Peggy is going away tomorrow for four days. I will be happy, but I would be just as happy if she stayed home. Peggy says it hurts her feelings that I don’t suffer when she’s gone. Peggy also says that she too would like to be alone sometimes, but she can’t because I never go anywhere. This hurts my feelings because of the way she used to bitch when I spent months at a time traveling all over the country having sex with other women. Now she’s bitching because I never go anywhere?! I told her that, look Peggy, I’ll give you some time alone; I’ll put a tent up in the backyard, and you can stay out there all you want. When I went out to put the tent up, she wouldn’t let me back in. Peggy is a lot harder to get along with than any woman has a right to be. I often tell her that if a beautiful and generous rich woman comes along, she can kiss her marriage goodbye, but she just laughs. 

A final farewell


We put Bonnie down because she was suffering from intractable vomiting due to megaesophagus and pancreatitis. An xray showed that she also had a fused spinal column. Despite all this, we tried to treat her, and it worked initially, but she soon started vomiting again, and this time she couldn’t even keep her anti-nausea medicine down. A day later, Peggy and I started out on our daily walk, but only got a block before we agreed that it was time to toss in the towel. I called the vet’s office, and was told that we needed to get there fast because, it being Saturday, they closed at noon. As we drove, I wondered if we would make it on time, or if the new vet we were supposed to see would say that we should keep trying to treat her. Peggy asked if I wanted one of these things to happen, and I said no.

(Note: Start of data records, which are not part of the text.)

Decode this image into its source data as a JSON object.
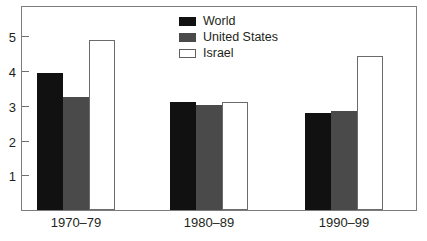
{
  "chart_data": {
    "type": "bar",
    "title": "",
    "subtitle": "",
    "xlabel": "",
    "ylabel": "",
    "categories": [
      "1970–79",
      "1980–89",
      "1990–99"
    ],
    "series": [
      {
        "name": "World",
        "color": "#111111",
        "values": [
          3.95,
          3.1,
          2.8
        ]
      },
      {
        "name": "United States",
        "color": "#4a4a4a",
        "values": [
          3.25,
          3.02,
          2.85
        ]
      },
      {
        "name": "Israel",
        "color": "#ffffff",
        "values": [
          4.9,
          3.1,
          4.45
        ]
      }
    ],
    "ylim": [
      0,
      5.85
    ],
    "yticks": [
      1,
      2,
      3,
      4,
      5
    ],
    "ytick_labels": [
      "1",
      "2",
      "3",
      "4",
      "5"
    ],
    "grid": false,
    "legend_position": "top-center",
    "frame_color": "#7d7d7d",
    "background": "#ffffff"
  },
  "legend": {
    "items": [
      {
        "label": "World",
        "swatch": "legend-swatch-world"
      },
      {
        "label": "United States",
        "swatch": "legend-swatch-united-states"
      },
      {
        "label": "Israel",
        "swatch": "legend-swatch-israel"
      }
    ]
  },
  "axes": {
    "y_tick_labels": [
      "5",
      "4",
      "3",
      "2",
      "1"
    ],
    "x_tick_labels": [
      "1970–79",
      "1980–89",
      "1990–99"
    ]
  }
}
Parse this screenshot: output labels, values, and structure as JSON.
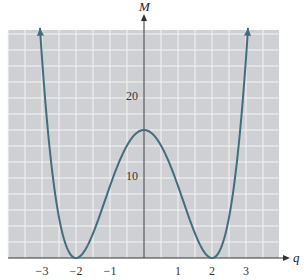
{
  "chart_data": {
    "type": "line",
    "title": "",
    "xlabel": "q",
    "ylabel": "M",
    "function": "M = (q^2 - 4)^2",
    "xlim": [
      -4.0,
      4.0
    ],
    "ylim": [
      0,
      28
    ],
    "grid": true,
    "x_ticks": [
      -3,
      -2,
      -1,
      1,
      2,
      3
    ],
    "x_tick_labels": [
      "−3",
      "−2",
      "−1",
      "1",
      "2",
      "3"
    ],
    "y_ticks": [
      10,
      20
    ],
    "y_tick_labels": [
      "10",
      "20"
    ],
    "series": [
      {
        "name": "M(q)",
        "color": "#3f6f7c",
        "arrows_at_ends": true,
        "x": [
          -3.06,
          -3.0,
          -2.75,
          -2.5,
          -2.25,
          -2.0,
          -1.75,
          -1.5,
          -1.25,
          -1.0,
          -0.75,
          -0.5,
          -0.25,
          0.0,
          0.25,
          0.5,
          0.75,
          1.0,
          1.25,
          1.5,
          1.75,
          2.0,
          2.25,
          2.5,
          2.75,
          3.0,
          3.06
        ],
        "y": [
          28.4,
          25.0,
          12.6,
          5.06,
          1.13,
          0.0,
          0.88,
          3.06,
          5.94,
          9.0,
          11.82,
          14.06,
          15.5,
          16.0,
          15.5,
          14.06,
          11.82,
          9.0,
          5.94,
          3.06,
          0.88,
          0.0,
          1.13,
          5.06,
          12.6,
          25.0,
          28.4
        ]
      }
    ],
    "key_points": [
      {
        "label": "local max",
        "q": 0,
        "M": 16
      },
      {
        "label": "min",
        "q": -2,
        "M": 0
      },
      {
        "label": "min",
        "q": 2,
        "M": 0
      }
    ]
  },
  "colors": {
    "plot_background": "#cfd0d4",
    "grid_lines": "#f4f4f4",
    "axis": "#333333",
    "curve": "#3f6f7c"
  }
}
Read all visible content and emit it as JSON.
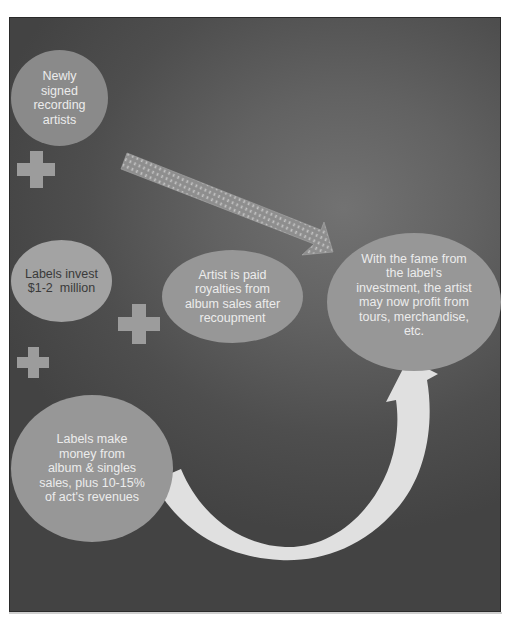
{
  "diagram": {
    "type": "flow",
    "colors": {
      "background_center": "#727272",
      "background_edge": "#434343",
      "bubble_dark": "#8a8a8a",
      "bubble_light": "#a3a3a3",
      "bubble_mid": "#979797",
      "plus": "#9c9c9c",
      "curved_arrow": "#e2e2e2",
      "striped_arrow": "#9a9a9a",
      "text_light": "#ececec",
      "text_dark": "#3a3a3a"
    },
    "nodes": [
      {
        "id": "artists",
        "text": "Newly signed recording artists"
      },
      {
        "id": "invest",
        "text": "Labels invest $1-2  million"
      },
      {
        "id": "royalties",
        "text": "Artist is paid royalties from album sales after recoupment"
      },
      {
        "id": "profit",
        "text": "With the fame from the label's investment, the artist may now profit from tours, merchandise, etc."
      },
      {
        "id": "labels_make",
        "text": "Labels make money from album & singles sales, plus 10-15% of act's revenues"
      }
    ],
    "node_lines": {
      "artists": [
        "Newly",
        "signed",
        "recording",
        "artists"
      ],
      "invest": [
        "Labels invest",
        "$1-2  million"
      ],
      "royalties": [
        "Artist is paid",
        "royalties from",
        "album sales after",
        "recoupment"
      ],
      "profit": [
        "With the fame from",
        "the label's",
        "investment, the artist",
        "may now profit from",
        "tours, merchandise,",
        "etc."
      ],
      "labels_make": [
        "Labels make",
        "money from",
        "album & singles",
        "sales, plus 10-15%",
        "of act's revenues"
      ]
    },
    "connectors": [
      {
        "type": "plus",
        "label": "+"
      },
      {
        "type": "plus",
        "label": "+"
      },
      {
        "type": "plus",
        "label": "+"
      },
      {
        "type": "striped-arrow",
        "from": "artists",
        "to": "profit"
      },
      {
        "type": "curved-arrow",
        "from": "labels_make",
        "to": "profit"
      }
    ]
  }
}
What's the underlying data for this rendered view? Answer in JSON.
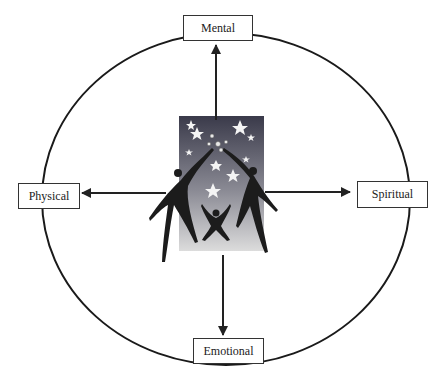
{
  "diagram": {
    "type": "wellness-wheel",
    "center_image": "family-reaching-for-stars-illustration",
    "nodes": {
      "top": {
        "label": "Mental"
      },
      "left": {
        "label": "Physical"
      },
      "right": {
        "label": "Spiritual"
      },
      "bottom": {
        "label": "Emotional"
      }
    },
    "colors": {
      "line": "#222222",
      "gradient_top": "#3a3a4a",
      "gradient_bottom": "#d8d8d8",
      "figure": "#1c1c1c",
      "star": "#f5f5f5"
    }
  }
}
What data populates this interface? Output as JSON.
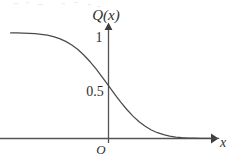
{
  "figure": {
    "background_color": "#ffffff",
    "stroke_color": "#4a4a4a",
    "axis_color": "#545454",
    "text_color": "#2e2e2e"
  },
  "labels": {
    "y_axis": "Q(x)",
    "x_axis": "x",
    "origin": "O",
    "tick_one": "1",
    "tick_half": "0.5"
  },
  "chart_data": {
    "type": "line",
    "title": "",
    "xlabel": "x",
    "ylabel": "Q(x)",
    "grid": false,
    "legend": null,
    "xlim": [
      -3.2,
      3.6
    ],
    "ylim": [
      0,
      1.12
    ],
    "ytick_labels": [
      "0.5",
      "1"
    ],
    "ytick_values": [
      0.5,
      1
    ],
    "xtick_labels": [
      "O"
    ],
    "xtick_values": [
      0
    ],
    "annotations": [
      "O"
    ],
    "series": [
      {
        "name": "Q(x)",
        "x": [
          -3.2,
          -3.0,
          -2.8,
          -2.6,
          -2.4,
          -2.2,
          -2.0,
          -1.8,
          -1.6,
          -1.4,
          -1.2,
          -1.0,
          -0.8,
          -0.6,
          -0.4,
          -0.2,
          0.0,
          0.2,
          0.4,
          0.6,
          0.8,
          1.0,
          1.2,
          1.4,
          1.6,
          1.8,
          2.0,
          2.2,
          2.4,
          2.6,
          2.8,
          3.0,
          3.2,
          3.4,
          3.6
        ],
        "y": [
          0.999,
          0.9987,
          0.9974,
          0.9953,
          0.9918,
          0.9861,
          0.9772,
          0.9641,
          0.9452,
          0.9192,
          0.8849,
          0.8413,
          0.7881,
          0.7257,
          0.6554,
          0.5793,
          0.5,
          0.4207,
          0.3446,
          0.2743,
          0.2119,
          0.1587,
          0.1151,
          0.0808,
          0.0548,
          0.0359,
          0.0228,
          0.0139,
          0.0082,
          0.0047,
          0.0026,
          0.0013,
          0.0007,
          0.0003,
          0.0002
        ]
      }
    ]
  }
}
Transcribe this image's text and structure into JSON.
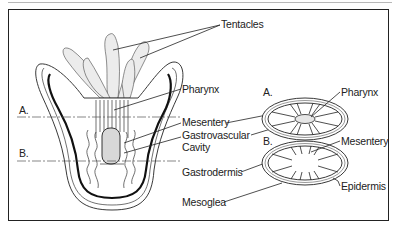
{
  "figure": {
    "labels": {
      "tentacles": "Tentacles",
      "pharynx_left": "Pharynx",
      "mesentery_left": "Mesentery",
      "gastrovascular_line1": "Gastrovascular",
      "gastrovascular_line2": "Cavity",
      "gastrodermis": "Gastrodermis",
      "mesoglea": "Mesoglea",
      "section_a_left": "A.",
      "section_b_left": "B.",
      "section_a_right": "A.",
      "section_b_right": "B.",
      "pharynx_right": "Pharynx",
      "mesentery_right": "Mesentery",
      "epidermis": "Epidermis"
    },
    "colors": {
      "ink": "#222222",
      "frame": "#222222",
      "topline": "#b8b8b8",
      "stipple": "#ececec"
    }
  }
}
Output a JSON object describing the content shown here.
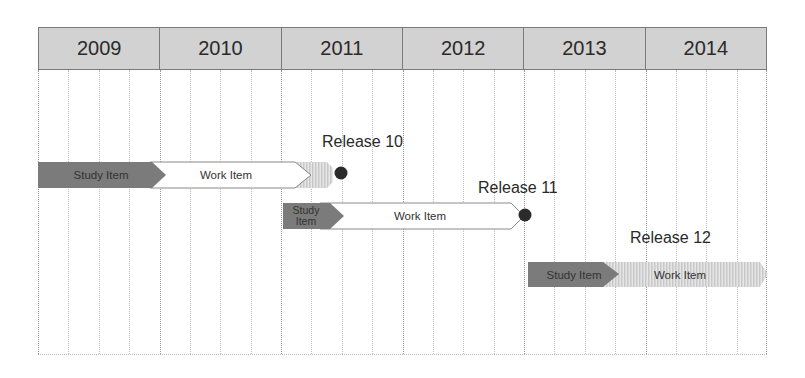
{
  "header": {
    "years": [
      "2009",
      "2010",
      "2011",
      "2012",
      "2013",
      "2014"
    ]
  },
  "grid": {
    "quarters_per_year": 4
  },
  "releases": [
    {
      "name": "Release 10",
      "study_label": "Study Item",
      "work_label": "Work Item"
    },
    {
      "name": "Release 11",
      "study_label": "Study Item",
      "work_label": "Work Item"
    },
    {
      "name": "Release 12",
      "study_label": "Study Item",
      "work_label": "Work Item"
    }
  ],
  "colors": {
    "header_bg": "#d2d2d2",
    "study_item": "#7b7b7b",
    "work_item": "#ffffff",
    "hatched": "#d4d4d4",
    "milestone": "#2b2b2b"
  }
}
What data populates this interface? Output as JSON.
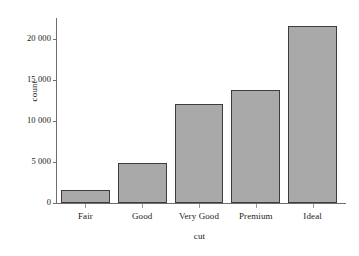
{
  "chart_data": {
    "type": "bar",
    "title": "",
    "xlabel": "cut",
    "ylabel": "count",
    "categories": [
      "Fair",
      "Good",
      "Very Good",
      "Premium",
      "Ideal"
    ],
    "values": [
      1610,
      4906,
      12082,
      13791,
      21551
    ],
    "ylim": [
      0,
      22500
    ],
    "yticks": [
      0,
      5000,
      10000,
      15000,
      20000
    ],
    "ytick_labels": [
      "0",
      "5 000",
      "10 000",
      "15 000",
      "20 000"
    ],
    "grid": false,
    "legend": null,
    "bar_fill_color": "#a9a9a9",
    "bar_border_color": "#3d3d3d",
    "axis_color": "#6e6e6e",
    "background_color": "#ffffff"
  }
}
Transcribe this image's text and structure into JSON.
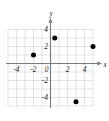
{
  "figure": {
    "title": "",
    "background_color": "#ffffff"
  },
  "chart_data": {
    "type": "scatter",
    "title": "",
    "xlabel": "x",
    "ylabel": "y",
    "xlim": [
      -5.4,
      5.6
    ],
    "ylim": [
      -5.6,
      5.2
    ],
    "grid": true,
    "grid_spacing": 1,
    "legend": "none",
    "xticks": [
      -4,
      -2,
      0,
      2,
      4
    ],
    "xtick_labels": [
      "-4",
      "-2",
      "0",
      "2",
      "4"
    ],
    "yticks": [
      4,
      2,
      -2,
      -4
    ],
    "ytick_labels": [
      "4",
      "2",
      "-2",
      "-4"
    ],
    "origin_label": "0",
    "point_color": "#000000",
    "grid_color": "#d6d6d6",
    "axis_color": "#7a7a7a",
    "points": [
      {
        "x": -2,
        "y": 1,
        "label": ""
      },
      {
        "x": 0.5,
        "y": 3,
        "label": ""
      },
      {
        "x": 5,
        "y": 2,
        "label": ""
      },
      {
        "x": 3,
        "y": -4.5,
        "label": ""
      }
    ]
  }
}
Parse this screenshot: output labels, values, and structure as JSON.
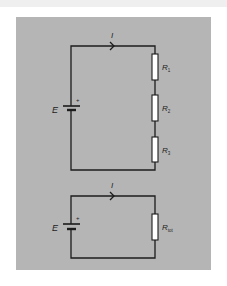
{
  "colors": {
    "page_background": "#ffffff",
    "top_strip": "#efefef",
    "panel": "#b5b5b5",
    "wire": "#1c1c1c",
    "resistor_fill": "#ffffff"
  },
  "circuits": [
    {
      "name": "series-circuit",
      "current_label": "I",
      "source": {
        "label": "E",
        "polarity": "+"
      },
      "resistors": [
        {
          "symbol": "R",
          "subscript": "1"
        },
        {
          "symbol": "R",
          "subscript": "2"
        },
        {
          "symbol": "R",
          "subscript": "3"
        }
      ]
    },
    {
      "name": "equivalent-circuit",
      "current_label": "I",
      "source": {
        "label": "E",
        "polarity": "+"
      },
      "resistors": [
        {
          "symbol": "R",
          "subscript": "tot"
        }
      ]
    }
  ]
}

The new vet told us that Bonnie was doomed to die within 12-weeks, no matter what we did. Our original vet had failed to mention this, and it helped me considerably. Despite the hundreds of times I had wished she would die, I didn’t want her to die for my convenience or due to my negligence, and I had been blaming myself for stopping her first round of antibiotics too soon. I still don’t know why I did that, and it will always bother me. Dogs are ever a reminder that I am not so good a person as I should be.

I’ve yet to cry over Bonnie. Maybe the Cymbalta is in the way, or maybe it’s because I’m so relieved to have the stress behind me. I look at her grave, and am stricken that never for all eternity will I see her again, yet the tears won’t come. When she was young, she thought she was invincible. For example, she was lying on the car seat one day when a city bus pulled up beside us, and the sound so infuriated her that she tried to jump out the window and attack the bus (luckily, the window wasn’t open all the way). Her self-confidence was such that she almost had Peggy and me believing that she was the goddess she considered herself to be. Old age, arthritis, and blindness debased her, and she became as timid as she had been arrogant. The joy that had once filled her being died long before she did, and it was very, very hard to see it happen. I would watch her running into walls as she fled a cat that wasn’t even chasing her, and I would think, How low the mighty has fallen. How then am I supposed to grieve? What then am I supposed to grieve, the death of dog whose spirt died three years before she did? If I grieve anything, it’s not her death, but the three years before she died and my inability to be there for her in the way she deserved.